Exclusion groups and traffic allocation are multiplicative. If an experiment gets 30% of a group's traffic and has 50% traffic allocation, it effectively reaches 15% of total traffic (30% × 50%).

The group slice determines which visitors are eligible. Traffic allocation then further narrows the eligible visitors down to those who will actually enter the experiment.

Lifecycle rules

  • Draft, Scheduled, Paused experiments can be freely added to or removed from a group.
  • Running experiments cannot be added or removed.

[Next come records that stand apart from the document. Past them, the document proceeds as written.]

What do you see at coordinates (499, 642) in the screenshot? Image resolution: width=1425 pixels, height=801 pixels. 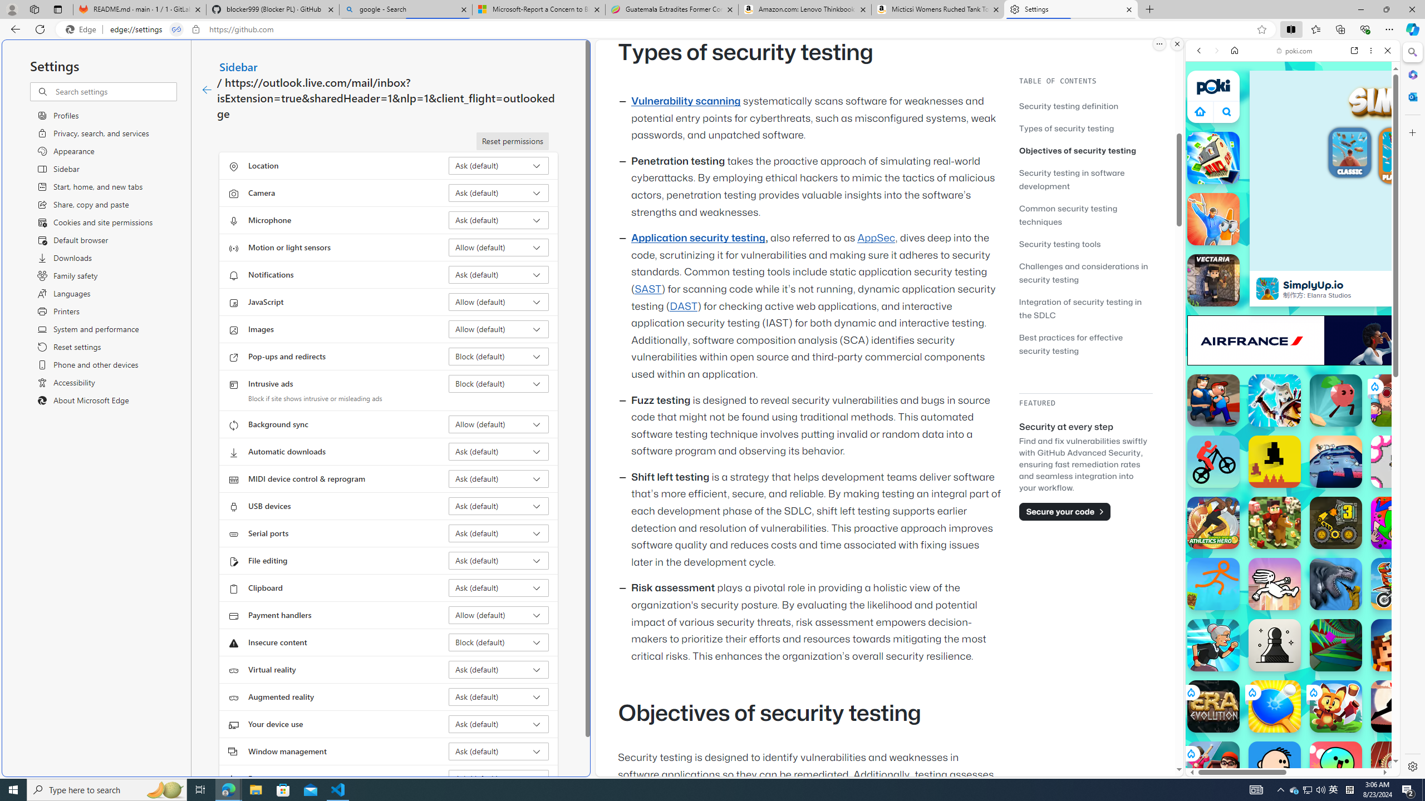 I see `Insecure content Block (default)` at bounding box center [499, 642].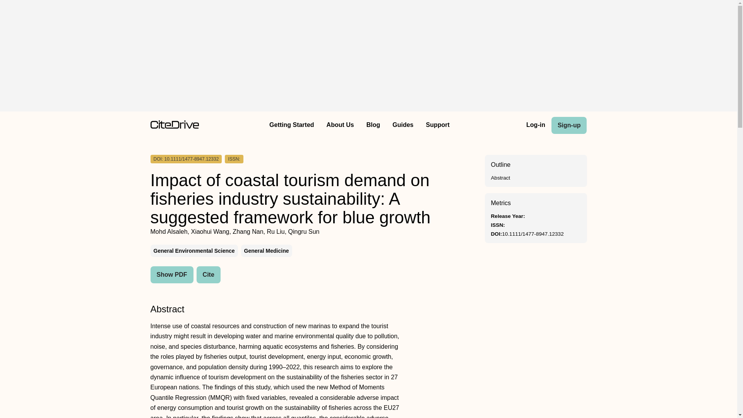 This screenshot has height=418, width=743. Describe the element at coordinates (171, 275) in the screenshot. I see `Show PDF` at that location.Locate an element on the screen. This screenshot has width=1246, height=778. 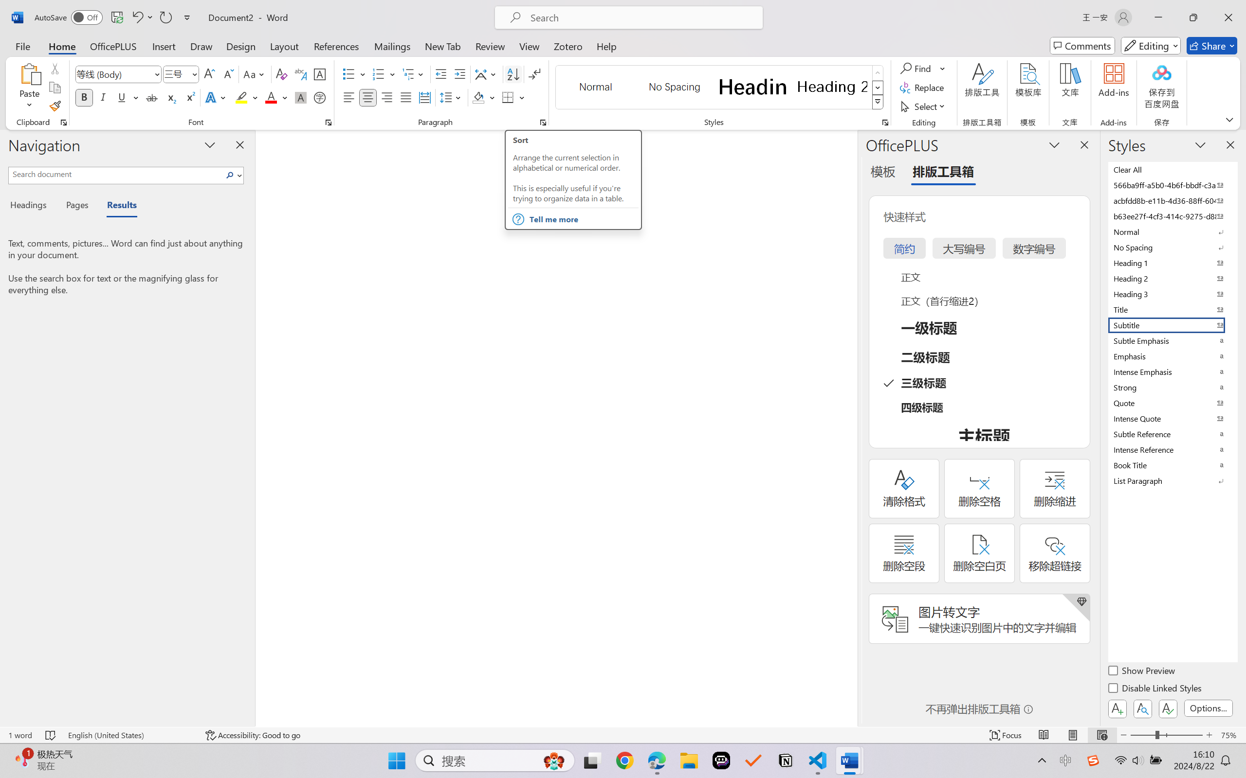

Pause the experiment first, make changes, then resume.
  • Completed experiments can be removed from a group (to free the traffic slot) but cannot be added to a new group.

Removing experiments and freeing traffic

When an experiment is stopped or completed, its traffic slot is not automatically freed. The slot stays reserved until you explicitly remove the experiment from the group on the detail page. This prevents accidental traffic redistribution.

To free a slot, click the remove button next to the experiment in the group detail page. The traffic becomes available for new experiments.

Tip
After removing completed experiments, new experiments will fill gaps in the traffic map first, then append to the end. If you see a fragmentation error when adding a large experiment, remove some completed experiments to create enough contiguous space.

One group per experiment

An experiment can belong to at most one exclusion group at a time. If you need to move an experiment to a different group, remove it from the current group first, then add it to the new one.

Duplicating experiments

When you duplicate an experiment that belongs to an exclusion group, the copy is not assigned to any group. It starts as an independent experiment. You must manually assign the copy to a group if desired.